The Product of Two Gaussian Random Variables is not Gaussian distributed:
- Is the product of two Gaussian random variables also a Gaussian?
- Also Wolfram Mathworld
- So this is saying $X \sim N(\mu_1, \sigma_1^2)$, $Y \sim N(\mu_2, \sigma_2^2)$ then $XY \sim W$ where W is some other distribution, that is not Gaussian
But the product of two Gaussian PDFs is a Gaussian PDF:
- Calculate the product of two Gaussian PDF's
- Full Proof
- This tutorial which I am trying to understand Writes: $N(\mu_1, \sigma_1^2)\times N(\mu_2, \sigma_2^2) = N(\frac{\sigma_1^2 \mu_2 + \sigma_2^2 \mu_1}{\sigma_1^2 + \sigma_2^2},\frac{1}{\frac{1}{\sigma_1^2} + \frac{1}{\sigma_2^2}})$
What is going on here?
What am I doing when I take the product of two pdfs
vs. when I take the product of two variables from the pdfs?

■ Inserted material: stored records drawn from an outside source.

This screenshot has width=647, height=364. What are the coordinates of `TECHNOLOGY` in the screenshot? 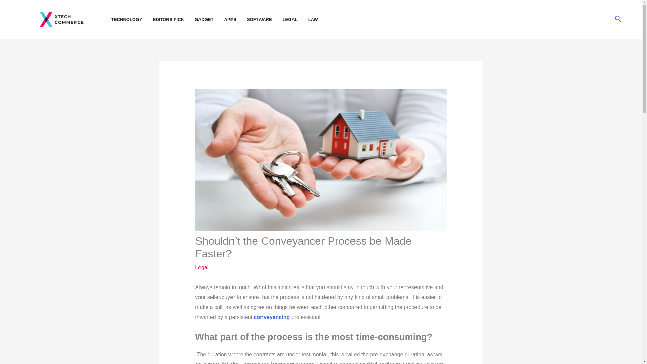 It's located at (132, 20).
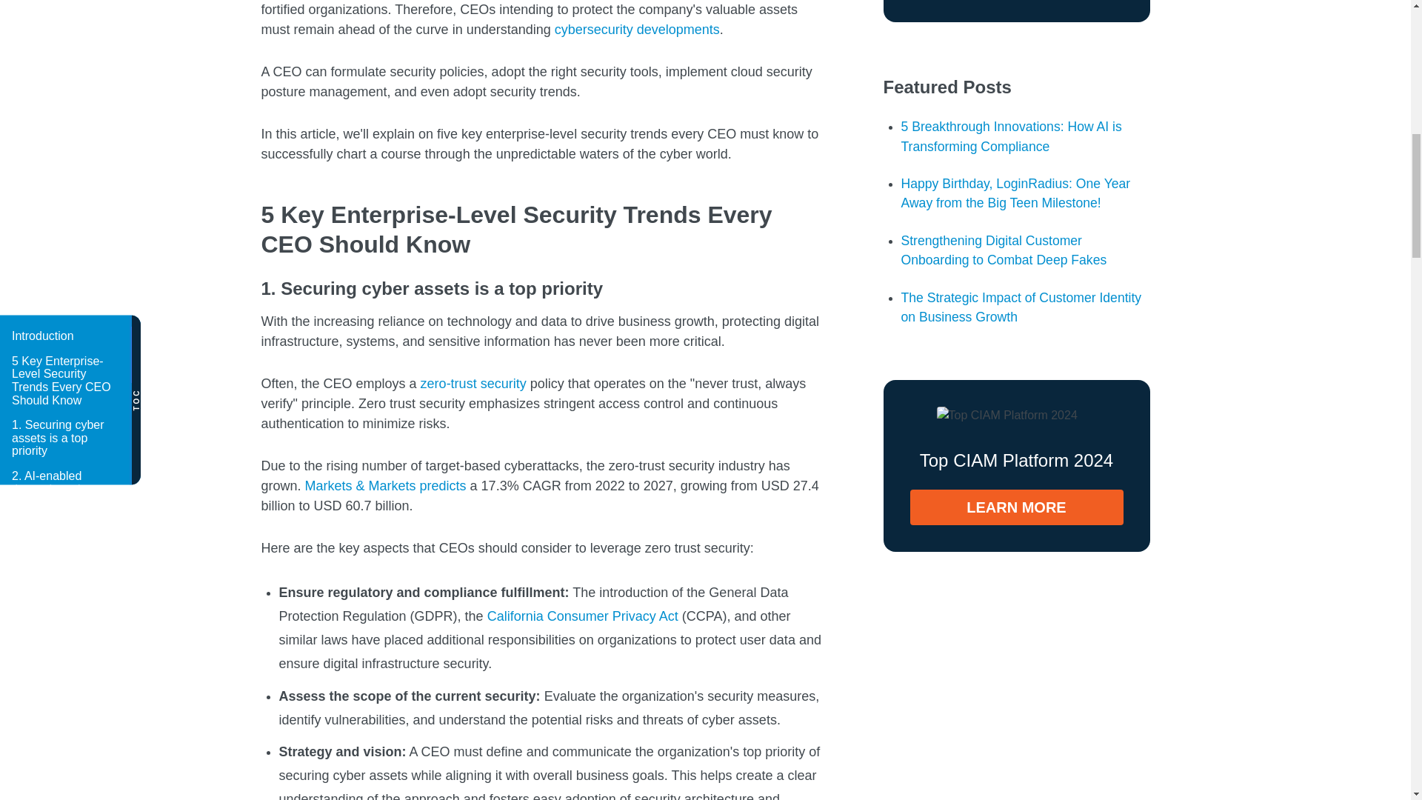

When (what physical situation) is described by one,
and what by the other?
(I think a few real world examples would clear things up for me)
Best Answer
The product of the PDFs of two random variables $X$ and $Y$ will give the joint distribution of the vector-valued random variable $(X,Y)$ in the case that $X$ and $Y$ are independent. Therefore, if $X$ and $Y$ are normally distributed independent random variables, the product of their PDFs is bivariate normal with zero correlation.
On the other hand, even in the case that $X$ and $Y$ are IID standard normal random variables, their product is not itself normal, as the links you provide show. The product of $X$ and $Y$ is a scalar-valued random variable, not a vector-valued one as in the above case.